How Do Multiple Answer Briefs Affect the Deadline for the Reply Brief?
- R. Brennan
- Nov 13
- 3 min read

What Happens When You Represent One of Several Appellees and the Appellant’s Reply Clock Hasn’t Started Yet
Let’s paint the scene: You’re one of multiple Appellees in a case that’s been dragging on since dinosaurs roamed the earth. You filed your Answer Brief on time, like the courteous and responsible appellate professional you are. You even proofread your Table of Authorities...twice. You’re feeling smug. Done and dusted, baby.
And then…nothing.
For days.
Then weeks.
Then one of your co-Appellees—probably the one who still writes “pursuant to” in every sentence—finally decides to drop their Answer Brief. Thirty days later, the Appellant gets to file a reply. And you’re sitting there thinking:
“Wait, how do they still have time? Didn’t I already do my part?”
Yes. You did. And you’re correct to feel a little salty about it. But here’s the procedural scoop.
When Does the Appellant’s Reply Deadline Actually Start?
This isn’t a trick question. It’s just a very annoying answer:
👉 Under Fla. R. App. P. 9.210(f), the Appellant’s deadline to file a Reply Brief starts after the last Answer Brief is served. That means that even if you filed yours on Day 1, and your co-Appellee didn’t file until Day 39, the Appellant gets 30 days from Day 39 to respond to everything.
And here’s the kicker: if that same slowpoke co-Appellee gets an extension? The Reply Brief deadline resets based on that new, extended filing date. Yep—30 more days from then.
Still think filing early gets you bonus points? Not in this appellate rodeo.
So, Does That Seem Unfair?
Kind of! But also… no.
Because the Reply Brief is supposed to be a unified rebuttal to all Answer Briefs. If the Appellant replied to yours before your co-Appellee even got theirs in, the court would be looking at a hot mess of staggered arguments. And no one wants to see that.
Plus, let’s be honest: if you were the Appellant, you’d love this rule.
But Here’s Where It Gets Interesting (and a Little Passive-Aggressive)
You filed your Answer Brief like a grown-up.
Your opposing counsel’s Reply Brief? Now delayed by someone else’s procrastination.
And yet, you have to sit on your hands for over a month while they prep their rebuttal.
Why? Because your more leisurely co-Appellee needed “just one more extension.”
Appellate law: where your deadlines are dictated by someone else’s calendar.
What Should You Do in the Meantime?
Honestly? Not much.
✅ You don’t get to hassle co-Appellees or the Appellant just because you’re annoyed.
✅ You shouldn’t freak out if opposing counsel asks for yet another extension of time for their Reply.
✅ You might want to send your co-Appellee an edible arrangement labeled “Thanks for the Delay.”
Why This Rule Exists (Yes, It’s on Purpose)

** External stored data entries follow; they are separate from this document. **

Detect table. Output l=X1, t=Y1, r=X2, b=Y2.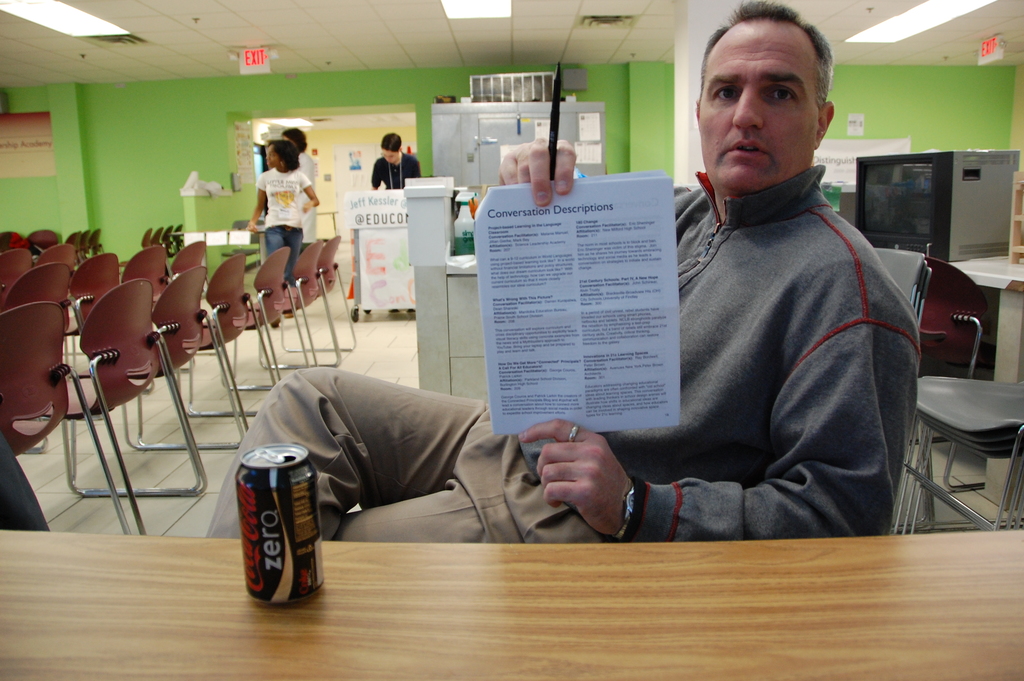
l=83, t=475, r=1023, b=662.
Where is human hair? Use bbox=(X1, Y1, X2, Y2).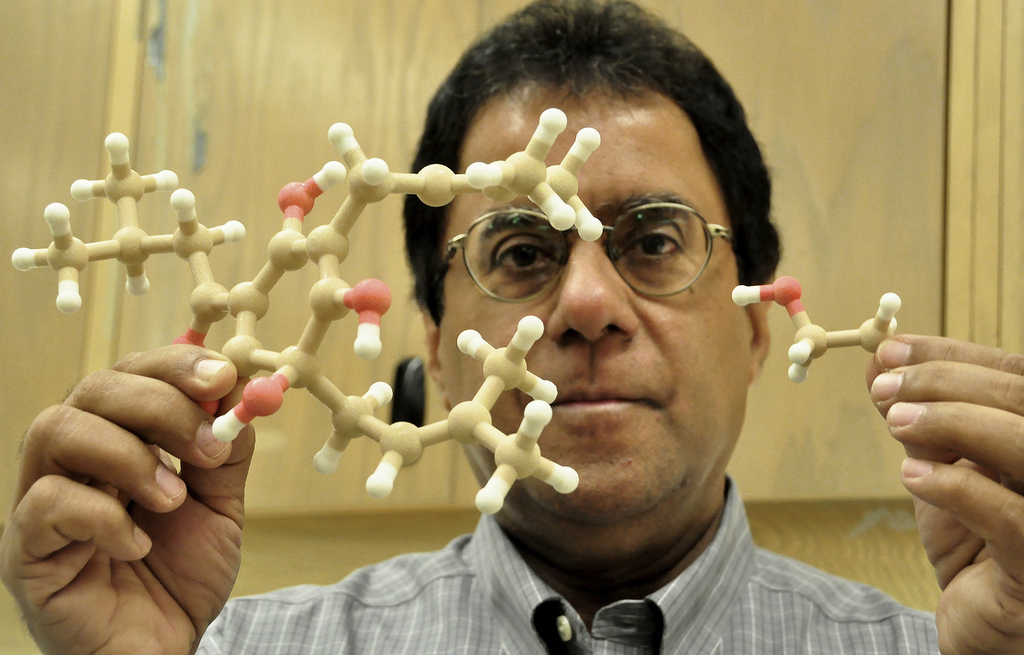
bbox=(371, 38, 769, 317).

Florida appellate procedure isn’t trying to punish the early birds. It’s just trying to make sure that the court receives a single, coherent Reply Brief—not a piecemeal collection of half-rebuttals.
The idea is:
Appellees do their thing.
Appellant waits for all of it.
Then Appellant replies. Once. To everyone.
Otherwise, the appellate bench would be buried under 17 versions of “also, another thing…”
Final Thoughts from the Appellee’s POV
You filed early. You did everything right. But the Appellant still gets the benefit of the slowest co-Appellee’s deadline.
It’s not personal. It’s Rule 9.210(f).(But let’s be real: it still feels personal sometimes.)
Just remember:
This rule keeps the record clean.
Your Answer Brief is already in.
And if you’re lucky, the Appellant will blow their Reply Brief by rehashing old points and going over the page limit like an over-caffeinated 1L.
Until then, grab a coffee and enjoy the calm (or rage tweet if that's your kink). Because the court reads everything. And if the Reply Brief is as bad as you think it's going to be, it’ll backfire all on its own.